On showing the structures discovered to Sir William Logan, he entered into the matter with enthusiasm, and had a great number of slices and afterwards of decalcified specimens prepared, which were placed in my hands for examination.

Feeling that the discovery was most important, but that it would be met with determined scepticism by a great many geologists, I was not content with examining the typical specimens of Eozoon, but had slices prepared of every variety of Laurentian limestone, of altered limestones from the Primordial and Silurian, and of serpentine marbles of all the varieties furnished by our collections. These were examined with ordinary and polarized light, and with every variety of illumination. Dr. Hunt, on his part, undertook the chemical investigation of the various associated minerals. An extensive series of notes and camera tracings were made of all the appearances observed; and of some of the more important structures beautiful drawings were executed by the late Mr. H. S. Smith, the then palæontological draughtsman of the Survey. The result of the whole investigation was a firm conviction that the structure was organic and foraminiferal, and that it could be distinguished from any merely mineral or crystalline forms occurring in these or other limestones.

Fig. 10. Group of Canals in the Supplemental Skeleton of Eozoon.

Taken from the specimen in which they were first recognised. Magnified.

At this stage of the matter, and after exhibiting to Sir William all the characteristic appearances in comparison with such concretionary, dendritic, and crystalline structures as most resembled them, and also with the structure of recent and fossil Foraminifera, I suggested that the further prosecution of the matter should be handed over to Mr. Billings, as palæontologist of the Survey, and as our highest authority on the fossils of the older rocks. I was engaged in other researches, and knew that no little labour must be devoted to the work and to its publication, and that some controversy might be expected. Mr. Billings, however, with his characteristic caution and modesty, declined. His hands, he said, were full of other work, and he had not specially studied the microscopic appearances of Foraminifera or of mineral substances. It was finally arranged that I should prepare a description of the fossil, which Sir William would take to London, along with Dr. Hunt’s notes, the more important specimens, and lists of the structures observed in each. Sir William was to submit the manuscript and specimens to Dr. Carpenter, or failing him to Prof. T. Rupert Jones, in the hope that these eminent authorities would confirm our conclusions, and bring forward new facts which I might have overlooked or been ignorant of. Sir William saw both gentlemen, who gave their testimony in favour of the organic and foraminiferal character of the specimens; and Dr. Carpenter in particular gave much attention to the subject, and worked out the structure of the primary cell-wall, which I had not observed previously through a curious accident as to specimens.[J] Mr. Lowe had been sent back to the Ottawa to explore, and just before Sir William’s departure had sent in some specimens from a new locality at Petite Nation, similar in general appearance to those from Grenville, which Sir William took with him unsliced to England. These showed in a perfect manner the tubuli of the primary cell-wall, which I had in vain tried to resolve in the Grenville specimens, and which I did not see until after it had been detected by Dr. Carpenter in London. Dr. Carpenter thus contributed in a very important manner to the perfecting of the investigations begun in Canada, and on him has fallen the greater part of their illustration and defence,[K] in so far as Great Britain is concerned. [Fig. 11], taken from one of Dr. Carpenter’s papers, shows the tubulated primitive wall as described by him.

[J] In papers by Dr. Carpenter, subsequently referred to. Prof. Jones published an able exposition of the facts in the Popular Science Monthly.

[K] In Quarterly Journal of Geological Society, vol. xxii.; Proc. Royal Society, vol. xv.; Intellectual Observer, 1865. Annals and Magazine of Natural History, 1874; and other papers and notices.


◆ **PROBLEM**
Below are the records. How many of their lines contain "Finances"? Give only the number.

━━━ EXTRACTED DATA

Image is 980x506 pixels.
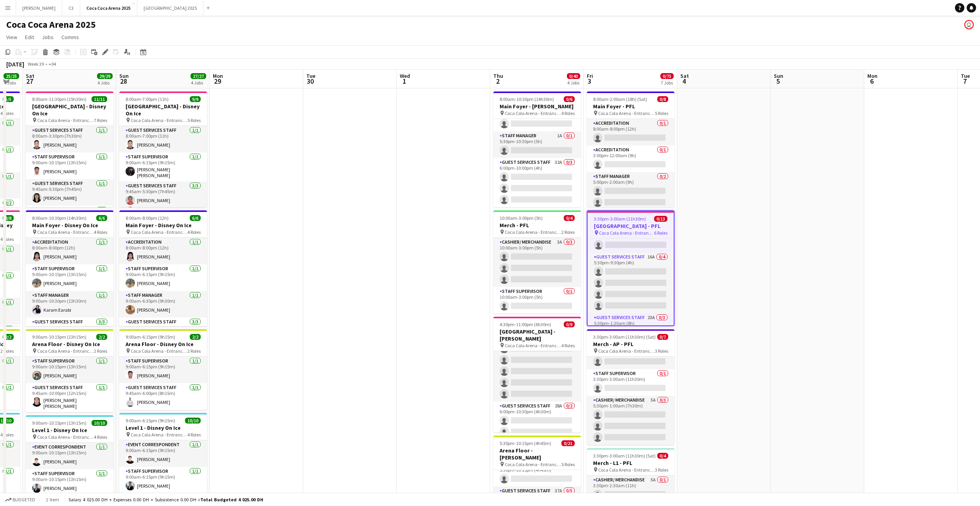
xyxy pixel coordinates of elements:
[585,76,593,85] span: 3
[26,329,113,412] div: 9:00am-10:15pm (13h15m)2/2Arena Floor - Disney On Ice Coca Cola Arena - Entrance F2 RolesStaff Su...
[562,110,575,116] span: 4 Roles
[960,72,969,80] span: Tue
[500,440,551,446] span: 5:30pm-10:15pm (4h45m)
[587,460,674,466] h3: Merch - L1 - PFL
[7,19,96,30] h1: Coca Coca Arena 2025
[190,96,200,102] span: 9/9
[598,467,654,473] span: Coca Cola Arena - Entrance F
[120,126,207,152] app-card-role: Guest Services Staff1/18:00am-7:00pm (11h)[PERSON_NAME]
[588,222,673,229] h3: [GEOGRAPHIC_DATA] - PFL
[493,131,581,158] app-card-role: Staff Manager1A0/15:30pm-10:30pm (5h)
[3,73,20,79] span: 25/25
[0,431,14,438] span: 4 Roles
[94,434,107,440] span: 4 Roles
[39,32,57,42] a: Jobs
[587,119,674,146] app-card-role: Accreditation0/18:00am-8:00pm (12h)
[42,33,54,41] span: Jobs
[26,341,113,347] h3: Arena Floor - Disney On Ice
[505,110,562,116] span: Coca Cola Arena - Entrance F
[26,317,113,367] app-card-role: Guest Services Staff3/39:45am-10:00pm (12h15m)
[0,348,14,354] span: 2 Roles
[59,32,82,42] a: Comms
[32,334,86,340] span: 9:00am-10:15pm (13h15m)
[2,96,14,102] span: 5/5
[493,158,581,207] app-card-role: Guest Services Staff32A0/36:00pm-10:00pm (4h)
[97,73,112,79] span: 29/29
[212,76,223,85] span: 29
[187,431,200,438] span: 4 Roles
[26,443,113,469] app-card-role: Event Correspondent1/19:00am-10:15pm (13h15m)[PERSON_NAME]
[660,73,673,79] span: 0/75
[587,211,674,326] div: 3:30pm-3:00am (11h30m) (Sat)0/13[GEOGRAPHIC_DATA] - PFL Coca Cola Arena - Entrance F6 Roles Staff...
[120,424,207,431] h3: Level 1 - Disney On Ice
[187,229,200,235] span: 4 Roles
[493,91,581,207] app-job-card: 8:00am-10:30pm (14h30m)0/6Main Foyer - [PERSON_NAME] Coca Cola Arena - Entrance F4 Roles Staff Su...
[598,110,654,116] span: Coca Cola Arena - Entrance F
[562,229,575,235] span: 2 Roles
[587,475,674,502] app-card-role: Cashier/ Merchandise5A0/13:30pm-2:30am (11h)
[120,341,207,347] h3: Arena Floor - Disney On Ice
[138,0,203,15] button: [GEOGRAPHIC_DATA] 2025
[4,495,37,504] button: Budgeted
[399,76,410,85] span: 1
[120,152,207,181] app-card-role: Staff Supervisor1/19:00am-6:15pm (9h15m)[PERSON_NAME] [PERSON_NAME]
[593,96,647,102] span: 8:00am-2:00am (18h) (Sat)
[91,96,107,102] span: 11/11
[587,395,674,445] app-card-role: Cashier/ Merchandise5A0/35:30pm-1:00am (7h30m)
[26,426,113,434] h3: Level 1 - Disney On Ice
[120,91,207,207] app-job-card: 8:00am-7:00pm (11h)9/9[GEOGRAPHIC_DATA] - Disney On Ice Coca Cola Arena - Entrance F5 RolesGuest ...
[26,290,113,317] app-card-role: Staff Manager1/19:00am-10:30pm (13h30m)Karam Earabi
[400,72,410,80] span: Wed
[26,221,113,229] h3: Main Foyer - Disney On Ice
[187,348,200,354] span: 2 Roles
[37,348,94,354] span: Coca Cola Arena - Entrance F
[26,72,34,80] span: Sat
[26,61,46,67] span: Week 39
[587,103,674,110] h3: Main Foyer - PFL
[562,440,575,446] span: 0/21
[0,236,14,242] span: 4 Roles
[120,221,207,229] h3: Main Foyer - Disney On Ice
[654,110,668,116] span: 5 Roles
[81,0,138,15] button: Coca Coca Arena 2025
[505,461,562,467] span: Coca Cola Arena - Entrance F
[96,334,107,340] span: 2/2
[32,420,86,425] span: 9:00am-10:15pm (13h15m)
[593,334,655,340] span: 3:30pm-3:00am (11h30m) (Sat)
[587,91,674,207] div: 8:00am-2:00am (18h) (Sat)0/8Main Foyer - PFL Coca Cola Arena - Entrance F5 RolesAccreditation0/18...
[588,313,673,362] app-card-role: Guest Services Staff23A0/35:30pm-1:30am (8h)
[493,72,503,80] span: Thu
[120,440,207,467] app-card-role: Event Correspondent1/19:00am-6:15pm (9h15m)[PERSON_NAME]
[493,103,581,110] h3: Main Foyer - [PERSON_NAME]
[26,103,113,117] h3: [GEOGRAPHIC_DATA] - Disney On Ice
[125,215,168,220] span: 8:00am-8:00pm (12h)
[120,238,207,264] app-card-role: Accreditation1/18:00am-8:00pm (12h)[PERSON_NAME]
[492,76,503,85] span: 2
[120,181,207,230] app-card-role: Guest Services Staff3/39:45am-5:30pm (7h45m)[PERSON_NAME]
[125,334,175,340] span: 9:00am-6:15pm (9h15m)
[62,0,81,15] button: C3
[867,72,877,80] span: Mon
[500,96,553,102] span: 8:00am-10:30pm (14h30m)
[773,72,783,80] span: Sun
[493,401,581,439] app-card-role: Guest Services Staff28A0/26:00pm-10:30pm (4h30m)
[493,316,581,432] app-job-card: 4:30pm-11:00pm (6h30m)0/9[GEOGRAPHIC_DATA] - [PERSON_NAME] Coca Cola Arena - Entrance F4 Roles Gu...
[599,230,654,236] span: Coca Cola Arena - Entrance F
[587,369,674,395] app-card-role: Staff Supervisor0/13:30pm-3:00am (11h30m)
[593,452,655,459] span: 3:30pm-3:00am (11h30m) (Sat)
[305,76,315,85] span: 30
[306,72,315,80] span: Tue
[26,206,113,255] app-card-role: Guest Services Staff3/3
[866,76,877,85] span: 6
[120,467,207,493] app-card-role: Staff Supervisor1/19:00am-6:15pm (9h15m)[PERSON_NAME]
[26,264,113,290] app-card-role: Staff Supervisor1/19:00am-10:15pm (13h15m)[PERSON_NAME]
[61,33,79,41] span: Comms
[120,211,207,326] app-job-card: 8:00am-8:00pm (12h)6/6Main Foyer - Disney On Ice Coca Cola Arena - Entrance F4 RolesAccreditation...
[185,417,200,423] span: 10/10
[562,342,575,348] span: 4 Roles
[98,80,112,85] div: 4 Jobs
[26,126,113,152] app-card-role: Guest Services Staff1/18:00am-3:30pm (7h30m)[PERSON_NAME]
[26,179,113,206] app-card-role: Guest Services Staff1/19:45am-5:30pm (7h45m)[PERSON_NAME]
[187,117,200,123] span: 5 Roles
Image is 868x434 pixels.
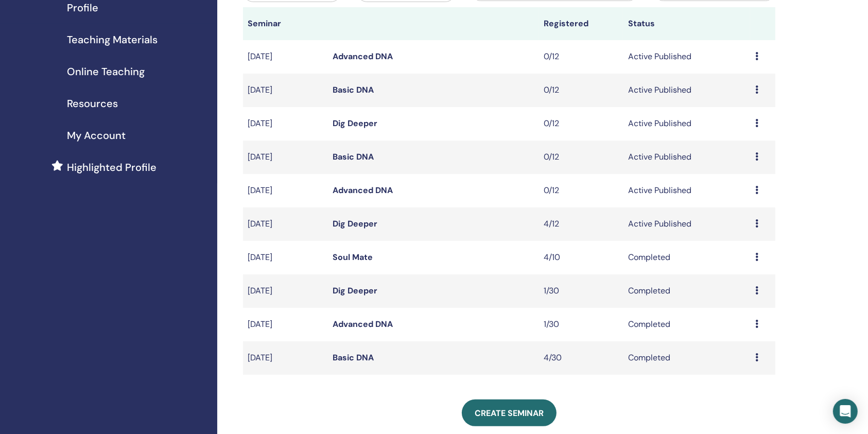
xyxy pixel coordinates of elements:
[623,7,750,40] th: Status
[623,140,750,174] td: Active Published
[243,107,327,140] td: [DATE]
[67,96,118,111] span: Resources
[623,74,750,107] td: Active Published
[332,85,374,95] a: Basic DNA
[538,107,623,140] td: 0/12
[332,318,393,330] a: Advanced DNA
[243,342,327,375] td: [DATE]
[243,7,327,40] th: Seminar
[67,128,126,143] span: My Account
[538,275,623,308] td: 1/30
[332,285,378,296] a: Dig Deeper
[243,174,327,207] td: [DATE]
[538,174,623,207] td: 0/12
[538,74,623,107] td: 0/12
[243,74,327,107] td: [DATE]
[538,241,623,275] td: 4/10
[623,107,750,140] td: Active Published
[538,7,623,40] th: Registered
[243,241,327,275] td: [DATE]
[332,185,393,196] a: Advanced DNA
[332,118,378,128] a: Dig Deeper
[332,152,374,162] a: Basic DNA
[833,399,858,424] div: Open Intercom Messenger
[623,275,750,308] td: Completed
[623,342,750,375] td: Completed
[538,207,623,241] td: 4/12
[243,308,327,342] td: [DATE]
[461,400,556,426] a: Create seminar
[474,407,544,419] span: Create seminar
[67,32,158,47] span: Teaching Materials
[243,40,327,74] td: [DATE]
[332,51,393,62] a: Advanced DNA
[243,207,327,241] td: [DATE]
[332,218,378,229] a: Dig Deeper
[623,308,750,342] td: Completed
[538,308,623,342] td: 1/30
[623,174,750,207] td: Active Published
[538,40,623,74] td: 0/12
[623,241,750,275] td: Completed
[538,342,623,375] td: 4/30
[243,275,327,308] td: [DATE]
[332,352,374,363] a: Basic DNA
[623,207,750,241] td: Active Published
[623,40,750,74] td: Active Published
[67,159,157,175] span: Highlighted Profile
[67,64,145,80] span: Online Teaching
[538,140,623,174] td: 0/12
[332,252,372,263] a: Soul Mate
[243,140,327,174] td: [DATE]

━━━━━━
━━━ EXTRACTED DATA

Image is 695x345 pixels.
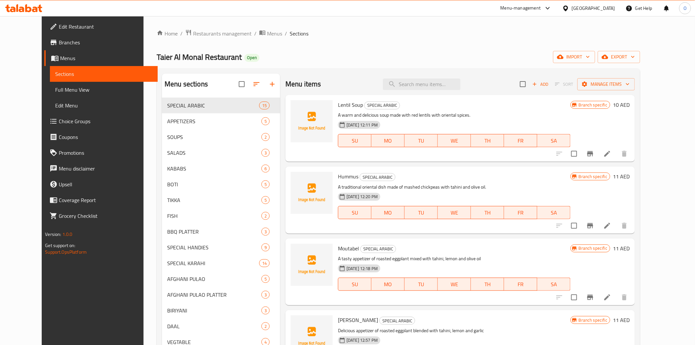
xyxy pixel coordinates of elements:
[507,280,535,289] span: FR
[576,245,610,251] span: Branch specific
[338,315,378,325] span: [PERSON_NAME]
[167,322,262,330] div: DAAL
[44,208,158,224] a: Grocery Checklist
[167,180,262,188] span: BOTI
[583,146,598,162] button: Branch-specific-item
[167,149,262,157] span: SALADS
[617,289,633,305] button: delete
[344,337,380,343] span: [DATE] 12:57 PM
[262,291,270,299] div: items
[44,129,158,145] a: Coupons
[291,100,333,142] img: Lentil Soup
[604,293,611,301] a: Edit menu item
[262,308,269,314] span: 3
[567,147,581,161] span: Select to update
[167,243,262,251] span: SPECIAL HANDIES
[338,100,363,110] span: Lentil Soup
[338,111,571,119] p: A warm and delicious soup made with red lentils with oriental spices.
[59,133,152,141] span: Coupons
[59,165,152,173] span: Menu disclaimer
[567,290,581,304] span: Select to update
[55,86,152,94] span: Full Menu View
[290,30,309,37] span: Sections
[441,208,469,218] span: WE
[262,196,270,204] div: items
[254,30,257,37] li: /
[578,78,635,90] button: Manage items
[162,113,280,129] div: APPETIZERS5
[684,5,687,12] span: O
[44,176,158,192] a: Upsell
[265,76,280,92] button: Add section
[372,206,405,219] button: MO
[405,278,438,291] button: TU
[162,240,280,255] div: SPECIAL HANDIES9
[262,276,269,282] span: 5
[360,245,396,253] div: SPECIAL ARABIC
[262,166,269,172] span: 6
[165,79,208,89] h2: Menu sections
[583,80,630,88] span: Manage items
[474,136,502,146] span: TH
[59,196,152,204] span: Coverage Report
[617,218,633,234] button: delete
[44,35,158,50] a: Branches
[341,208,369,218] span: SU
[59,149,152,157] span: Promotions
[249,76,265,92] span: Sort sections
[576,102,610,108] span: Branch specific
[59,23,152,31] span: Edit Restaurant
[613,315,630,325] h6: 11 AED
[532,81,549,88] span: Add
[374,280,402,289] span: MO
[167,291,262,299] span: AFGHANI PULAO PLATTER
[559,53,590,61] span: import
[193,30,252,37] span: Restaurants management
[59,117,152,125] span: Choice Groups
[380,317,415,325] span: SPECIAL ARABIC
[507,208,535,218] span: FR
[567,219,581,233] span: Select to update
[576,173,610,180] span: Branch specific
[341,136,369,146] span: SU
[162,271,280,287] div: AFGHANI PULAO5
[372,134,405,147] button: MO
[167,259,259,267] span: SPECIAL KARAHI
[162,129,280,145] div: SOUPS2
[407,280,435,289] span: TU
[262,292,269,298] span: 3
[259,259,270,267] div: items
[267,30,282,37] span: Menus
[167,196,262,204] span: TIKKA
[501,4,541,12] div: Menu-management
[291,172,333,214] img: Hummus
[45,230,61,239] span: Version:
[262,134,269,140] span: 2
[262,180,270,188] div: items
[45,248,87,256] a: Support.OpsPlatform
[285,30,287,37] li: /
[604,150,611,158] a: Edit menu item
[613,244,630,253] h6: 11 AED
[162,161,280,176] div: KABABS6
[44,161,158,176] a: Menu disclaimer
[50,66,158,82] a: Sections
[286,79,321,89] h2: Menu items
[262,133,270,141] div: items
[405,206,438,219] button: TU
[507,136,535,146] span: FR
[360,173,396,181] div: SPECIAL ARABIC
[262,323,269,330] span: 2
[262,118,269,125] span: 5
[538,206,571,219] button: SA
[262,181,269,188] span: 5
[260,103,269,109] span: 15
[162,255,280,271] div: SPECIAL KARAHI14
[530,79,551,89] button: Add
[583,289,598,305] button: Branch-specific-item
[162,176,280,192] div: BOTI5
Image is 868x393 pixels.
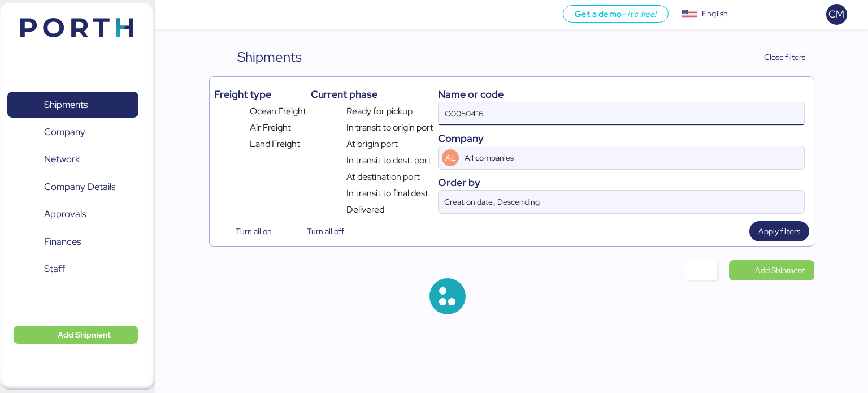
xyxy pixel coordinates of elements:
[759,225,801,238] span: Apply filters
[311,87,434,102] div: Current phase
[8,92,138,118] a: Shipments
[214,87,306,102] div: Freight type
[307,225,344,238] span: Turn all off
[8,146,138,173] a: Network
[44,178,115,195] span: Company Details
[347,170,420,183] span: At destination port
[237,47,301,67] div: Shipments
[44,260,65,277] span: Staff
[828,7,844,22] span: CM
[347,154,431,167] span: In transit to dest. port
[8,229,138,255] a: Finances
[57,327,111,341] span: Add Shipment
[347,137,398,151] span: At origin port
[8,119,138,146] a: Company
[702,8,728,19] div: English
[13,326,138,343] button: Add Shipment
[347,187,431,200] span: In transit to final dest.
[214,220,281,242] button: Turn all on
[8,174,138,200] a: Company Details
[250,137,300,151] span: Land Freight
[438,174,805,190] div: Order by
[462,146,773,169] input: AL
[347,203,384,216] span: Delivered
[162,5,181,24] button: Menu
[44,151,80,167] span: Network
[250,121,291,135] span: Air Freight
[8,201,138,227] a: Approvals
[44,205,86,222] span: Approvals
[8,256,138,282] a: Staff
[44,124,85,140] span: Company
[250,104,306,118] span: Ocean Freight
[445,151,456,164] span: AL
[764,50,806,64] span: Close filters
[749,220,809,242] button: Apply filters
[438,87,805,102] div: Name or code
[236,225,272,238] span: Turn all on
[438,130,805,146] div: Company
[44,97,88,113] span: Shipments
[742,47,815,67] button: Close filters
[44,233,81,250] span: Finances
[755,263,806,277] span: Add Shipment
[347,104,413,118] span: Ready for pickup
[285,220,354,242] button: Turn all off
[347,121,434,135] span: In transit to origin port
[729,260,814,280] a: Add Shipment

━━━━━━

◆ **RESULT OF THIS TASK**
2